A Year with The Outsider

FIRE

The blaze roared and popped and Jonny stepped into it.

Before Jonny’s skin could blister the infection took hold.  Blood pumped through his body to keep him from passing out.  The pain of the black marks moving over his entire body replaced that of the fire.  Once the roots had spread enough so that his entire skin was a crisscrossed network of lines, a feeling of energy and potential superseded the ache of the illness.  He opened his eyes, which he could not remember closing, and took in the sharpened sights the yard and Sparks and the fire.  The roots grew out from his body now, trailing a few inches off his skin before becoming smoke in the air.  He flashed a grin at Sparks as the flames licked his cheek.  

Screaming from up the hill assailed Jonny’s heightened hearing, the voice of the new girl in his homeroom.

Going Outside

Accessing The Outsider was easier than ever before.  Jonny figured it was the time of year.  The sun would go down in about an hour and a half, and not much light reached the sporting goods store parking lot.  Jonny closed his eyes and remembered the time at summer camp when a bee had landed on his finger while he stood next to the pool.  He kept his body still, watching the bee crawl over his cuticle and down toward the middle finger joint and hoping as hard as he could that it would fly away without stinging him.  He figured he must have looked funny, doing his best marble statue impression with his elbow bent and his finger pointing at the sky with a bee crawling over it, because one of the other boys started laughing.  This other boy, husky and sporting a crewcut, got around in front of Jonny and gave him a toothy smile and a great shove to the chest.  Jonny went into the pool flailing his arms.  Jonny recalled with perfect clarity the pain of the bee’s stinger piercing the skin between his fingers and the laughter from all the surrounding kids which began before he even hit the water.  Jonny focused on the moment he broke the pool’s surface.  A perfect moment of rage.

The Very Beginning

The trees had learned to speak English, but not very well.  The problem was scale.  A tree could learn at the same relative rate as a person, but just as they grew and lived and died on a massive timeline, so too did they gain new skills.  Jonny had ended up hauling a battery-operated speaker system up the mountain and playing language tutorial CD’s and later on novels read aloud, all at fast-forward.  The idea had been to get past the trees’ inbuilt perceptual slowness, and it had worked just well enough for hauling crates of CD’s and D-cells up the mountain to not to be a total waste of time.
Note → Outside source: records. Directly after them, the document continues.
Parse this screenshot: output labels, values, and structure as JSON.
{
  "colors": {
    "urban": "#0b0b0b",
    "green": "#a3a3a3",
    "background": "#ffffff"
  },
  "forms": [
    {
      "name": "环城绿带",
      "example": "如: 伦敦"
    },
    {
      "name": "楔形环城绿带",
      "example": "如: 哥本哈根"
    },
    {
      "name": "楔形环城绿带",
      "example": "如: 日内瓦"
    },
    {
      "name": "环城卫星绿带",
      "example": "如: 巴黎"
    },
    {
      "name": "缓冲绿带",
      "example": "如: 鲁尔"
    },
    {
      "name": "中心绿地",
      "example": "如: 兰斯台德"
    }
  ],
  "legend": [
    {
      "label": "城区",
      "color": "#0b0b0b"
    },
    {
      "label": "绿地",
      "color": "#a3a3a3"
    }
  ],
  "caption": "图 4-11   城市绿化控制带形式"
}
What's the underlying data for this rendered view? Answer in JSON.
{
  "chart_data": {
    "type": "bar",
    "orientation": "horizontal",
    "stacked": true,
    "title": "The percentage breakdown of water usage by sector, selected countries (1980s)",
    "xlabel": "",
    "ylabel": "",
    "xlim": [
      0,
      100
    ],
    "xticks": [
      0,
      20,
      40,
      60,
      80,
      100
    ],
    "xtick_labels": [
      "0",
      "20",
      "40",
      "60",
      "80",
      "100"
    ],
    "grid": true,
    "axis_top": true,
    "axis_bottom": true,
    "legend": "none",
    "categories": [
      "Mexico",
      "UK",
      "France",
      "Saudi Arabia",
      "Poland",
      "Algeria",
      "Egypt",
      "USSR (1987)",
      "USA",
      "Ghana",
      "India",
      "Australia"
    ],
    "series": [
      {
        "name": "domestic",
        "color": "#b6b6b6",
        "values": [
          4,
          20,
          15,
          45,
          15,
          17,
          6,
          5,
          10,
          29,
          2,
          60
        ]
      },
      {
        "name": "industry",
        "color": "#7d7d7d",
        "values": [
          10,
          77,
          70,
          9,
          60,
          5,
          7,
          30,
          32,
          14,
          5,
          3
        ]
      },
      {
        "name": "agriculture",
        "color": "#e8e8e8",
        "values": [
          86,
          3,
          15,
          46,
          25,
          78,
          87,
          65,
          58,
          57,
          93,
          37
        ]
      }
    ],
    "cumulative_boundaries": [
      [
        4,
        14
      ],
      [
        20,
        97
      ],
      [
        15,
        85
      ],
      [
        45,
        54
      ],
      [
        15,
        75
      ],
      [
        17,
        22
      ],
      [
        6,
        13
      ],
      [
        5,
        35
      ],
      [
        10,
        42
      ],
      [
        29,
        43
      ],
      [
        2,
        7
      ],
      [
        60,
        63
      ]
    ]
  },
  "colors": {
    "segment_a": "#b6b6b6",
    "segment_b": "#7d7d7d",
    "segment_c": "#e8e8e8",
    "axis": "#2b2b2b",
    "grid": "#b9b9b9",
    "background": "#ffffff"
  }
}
The upside was that he only had to teach one tree because of their predilection for filling each other in on everything as it happened.  At the edge of the bare granite mountaintop, really an even shorter offshoot of the Berkshires, on which The Outsider had been born stood the oldest tree in the forest.  It was an oak, and it would outlive the much younger upstart maples, spruces, birches, and pines despite its already tremendous age.  Thus if it could learn English with its gigantic timescale even by tree standards, any tree could.  Its root system reached halfway down the mountain, the better to extract nutrients from topsoil rather than trying to grow through the solid rock disk to which the ancient mountain had eroded.  It had an unsplit trunk rising straight into the sky, but was not intimidatingly tall.  The longest-lived trees, after all, are some of the smallest.  It had breadth however, as the mountaintop lacked the crowded canopy of the valley below.